The Supreme Court’s ruling that the Comptroller and Auditor General of India (CAG) is empowered to audit the accounts of private telecom companies expands the power of the public auditor well beyond that originally envisaged. Although the order is limited to the telecom sector, it will dampen already weak investor sentiment, besides raising serious doubts over the future of public-private partnerships (PPP). In upholding an earlier Delhi High Court judgment, the Supreme Court has interpreted Section 16 of the CAG Act extremely liberally — to mean that the national auditor has the “duty” to audit “all receipts which are payable into the Consolidated Fund of India” and “to make for this purpose such examination of the accounts as he thinks fit”. This would include revenues through licence fees and radio spectrum charges from telecom service providers. So even though these operators are private players, the public through Parliament has every right to ascertain whether the revenues due have been fully realised without any “unlawful loss” to the exchequer.

The judgment runs the risk of opening up a Pandora’s Box as the sheer logic of it implies that CAG audits should be mandatory in all contracts where private entities enter into revenue-sharing arrangements with the Centre. These could be in exchange for the rights obtained and for such activities as developing hydrocarbon blocks, highways, airports and ports. There are many such projects in PPP mode that both the Centre and State Governments are actively promoting — and for good reason. Governments today have neither the cash nor the managerial resources to undertake massive infrastructure investments. Bidding out projects to private parties and entering into income/profit-sharing agreements is the only way to go. But this system cannot work by treating private concessionaires or licencees as public sector undertakings and making them subject to compulsory CAG audit, even for the “limited purpose” of securing the state’s revenue interests.

It hardly needs reiteration that the Centre must not be denied its legitimate share of revenues from licensed service providers or PPP projects. But this is something that should be addressed in the licence agreements themselves. The existing agreements with telecom firms, in fact, provide for special audits in the event the Centre feels that the statements and accounts submitted by the licencees are inaccurate or misleading, even when duly certified by its auditors. The special auditors appointed have the same powers and access to the company’s books as its auditors. Moreover, such audits can even be conducted through the CAG. A basic mistrust in the private sector arises when CAG audits are made mandatory, as they are for government companies. There are reasons to believe, as the Supreme Court obviously does, that a venal executive worked hand in glove with private interests to rob the exchequer in some spectrum auctions. But the remedy prescribed for this is wrong.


◆ **Instructions for the task**: An exact copy of all the data below is needed, without its pictures.

(Entries from a visual dataset)

[Start of section]

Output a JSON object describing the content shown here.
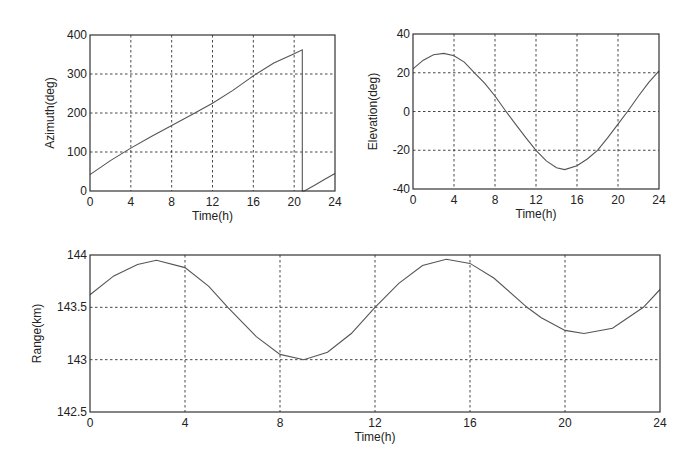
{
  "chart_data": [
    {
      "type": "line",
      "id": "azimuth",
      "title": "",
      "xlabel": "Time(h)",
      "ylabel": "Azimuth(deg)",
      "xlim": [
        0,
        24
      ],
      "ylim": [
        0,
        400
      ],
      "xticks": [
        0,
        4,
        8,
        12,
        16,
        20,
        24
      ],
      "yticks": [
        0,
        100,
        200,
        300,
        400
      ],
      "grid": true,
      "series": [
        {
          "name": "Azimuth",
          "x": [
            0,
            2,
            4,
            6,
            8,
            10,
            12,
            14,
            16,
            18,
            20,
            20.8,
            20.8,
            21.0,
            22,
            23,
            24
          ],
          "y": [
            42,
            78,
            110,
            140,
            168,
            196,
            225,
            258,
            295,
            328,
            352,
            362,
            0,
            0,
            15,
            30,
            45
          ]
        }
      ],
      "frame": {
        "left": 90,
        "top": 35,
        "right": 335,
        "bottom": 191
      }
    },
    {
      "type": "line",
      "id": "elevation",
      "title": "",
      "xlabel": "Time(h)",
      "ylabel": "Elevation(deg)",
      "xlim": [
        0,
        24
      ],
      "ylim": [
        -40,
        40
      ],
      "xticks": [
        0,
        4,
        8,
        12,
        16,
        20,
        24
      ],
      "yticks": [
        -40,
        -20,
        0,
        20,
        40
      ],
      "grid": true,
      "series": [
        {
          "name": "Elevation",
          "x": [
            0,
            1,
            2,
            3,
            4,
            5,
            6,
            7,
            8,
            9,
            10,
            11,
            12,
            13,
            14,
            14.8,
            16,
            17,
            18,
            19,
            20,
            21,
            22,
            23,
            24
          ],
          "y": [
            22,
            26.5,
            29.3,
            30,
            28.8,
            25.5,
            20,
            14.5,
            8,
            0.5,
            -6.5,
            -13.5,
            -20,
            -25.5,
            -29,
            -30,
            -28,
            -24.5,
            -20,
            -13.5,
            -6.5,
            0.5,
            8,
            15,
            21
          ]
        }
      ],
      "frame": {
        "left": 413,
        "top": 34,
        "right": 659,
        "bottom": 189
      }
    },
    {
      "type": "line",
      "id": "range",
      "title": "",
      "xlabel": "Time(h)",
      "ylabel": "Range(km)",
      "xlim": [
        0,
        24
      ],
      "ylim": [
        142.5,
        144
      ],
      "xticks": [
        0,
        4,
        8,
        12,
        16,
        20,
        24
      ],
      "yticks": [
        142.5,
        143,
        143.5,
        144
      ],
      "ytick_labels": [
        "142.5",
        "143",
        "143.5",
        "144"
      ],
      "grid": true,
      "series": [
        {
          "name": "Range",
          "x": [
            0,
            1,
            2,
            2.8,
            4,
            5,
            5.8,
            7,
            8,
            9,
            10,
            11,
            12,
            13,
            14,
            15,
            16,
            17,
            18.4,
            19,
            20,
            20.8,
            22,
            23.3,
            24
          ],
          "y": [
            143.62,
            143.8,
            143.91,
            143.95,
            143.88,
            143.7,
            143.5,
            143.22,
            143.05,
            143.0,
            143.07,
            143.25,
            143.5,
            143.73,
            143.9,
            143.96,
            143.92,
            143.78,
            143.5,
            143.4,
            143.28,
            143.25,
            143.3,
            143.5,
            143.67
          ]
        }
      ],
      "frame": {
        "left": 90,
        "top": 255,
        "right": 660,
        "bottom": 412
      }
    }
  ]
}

[End of section]

◆ **Expected answer**:
Output a JSON object describing the content shown here.
{
  "chart_data": [
    {
      "type": "line",
      "id": "azimuth",
      "title": "",
      "xlabel": "Time(h)",
      "ylabel": "Azimuth(deg)",
      "xlim": [
        0,
        24
      ],
      "ylim": [
        0,
        400
      ],
      "xticks": [
        0,
        4,
        8,
        12,
        16,
        20,
        24
      ],
      "yticks": [
        0,
        100,
        200,
        300,
        400
      ],
      "grid": true,
      "series": [
        {
          "name": "Azimuth",
          "x": [
            0,
            2,
            4,
            6,
            8,
            10,
            12,
            14,
            16,
            18,
            20,
            20.8,
            20.8,
            21.0,
            22,
            23,
            24
          ],
          "y": [
            42,
            78,
            110,
            140,
            168,
            196,
            225,
            258,
            295,
            328,
            352,
            362,
            0,
            0,
            15,
            30,
            45
          ]
        }
      ],
      "frame": {
        "left": 90,
        "top": 35,
        "right": 335,
        "bottom": 191
      }
    },
    {
      "type": "line",
      "id": "elevation",
      "title": "",
      "xlabel": "Time(h)",
      "ylabel": "Elevation(deg)",
      "xlim": [
        0,
        24
      ],
      "ylim": [
        -40,
        40
      ],
      "xticks": [
        0,
        4,
        8,
        12,
        16,
        20,
        24
      ],
      "yticks": [
        -40,
        -20,
        0,
        20,
        40
      ],
      "grid": true,
      "series": [
        {
          "name": "Elevation",
          "x": [
            0,
            1,
            2,
            3,
            4,
            5,
            6,
            7,
            8,
            9,
            10,
            11,
            12,
            13,
            14,
            14.8,
            16,
            17,
            18,
            19,
            20,
            21,
            22,
            23,
            24
          ],
          "y": [
            22,
            26.5,
            29.3,
            30,
            28.8,
            25.5,
            20,
            14.5,
            8,
            0.5,
            -6.5,
            -13.5,
            -20,
            -25.5,
            -29,
            -30,
            -28,
            -24.5,
            -20,
            -13.5,
            -6.5,
            0.5,
            8,
            15,
            21
          ]
        }
      ],
      "frame": {
        "left": 413,
        "top": 34,
        "right": 659,
        "bottom": 189
      }
    },
    {
      "type": "line",
      "id": "range",
      "title": "",
      "xlabel": "Time(h)",
      "ylabel": "Range(km)",
      "xlim": [
        0,
        24
      ],
      "ylim": [
        142.5,
        144
      ],
      "xticks": [
        0,
        4,
        8,
        12,
        16,
        20,
        24
      ],
      "yticks": [
        142.5,
        143,
        143.5,
        144
      ],
      "ytick_labels": [
        "142.5",
        "143",
        "143.5",
        "144"
      ],
      "grid": true,
      "series": [
        {
          "name": "Range",
          "x": [
            0,
            1,
            2,
            2.8,
            4,
            5,
            5.8,
            7,
            8,
            9,
            10,
            11,
            12,
            13,
            14,
            15,
            16,
            17,
            18.4,
            19,
            20,
            20.8,
            22,
            23.3,
            24
          ],
          "y": [
            143.62,
            143.8,
            143.91,
            143.95,
            143.88,
            143.7,
            143.5,
            143.22,
            143.05,
            143.0,
            143.07,
            143.25,
            143.5,
            143.73,
            143.9,
            143.96,
            143.92,
            143.78,
            143.5,
            143.4,
            143.28,
            143.25,
            143.3,
            143.5,
            143.67
          ]
        }
      ],
      "frame": {
        "left": 90,
        "top": 255,
        "right": 660,
        "bottom": 412
      }
    }
  ]
}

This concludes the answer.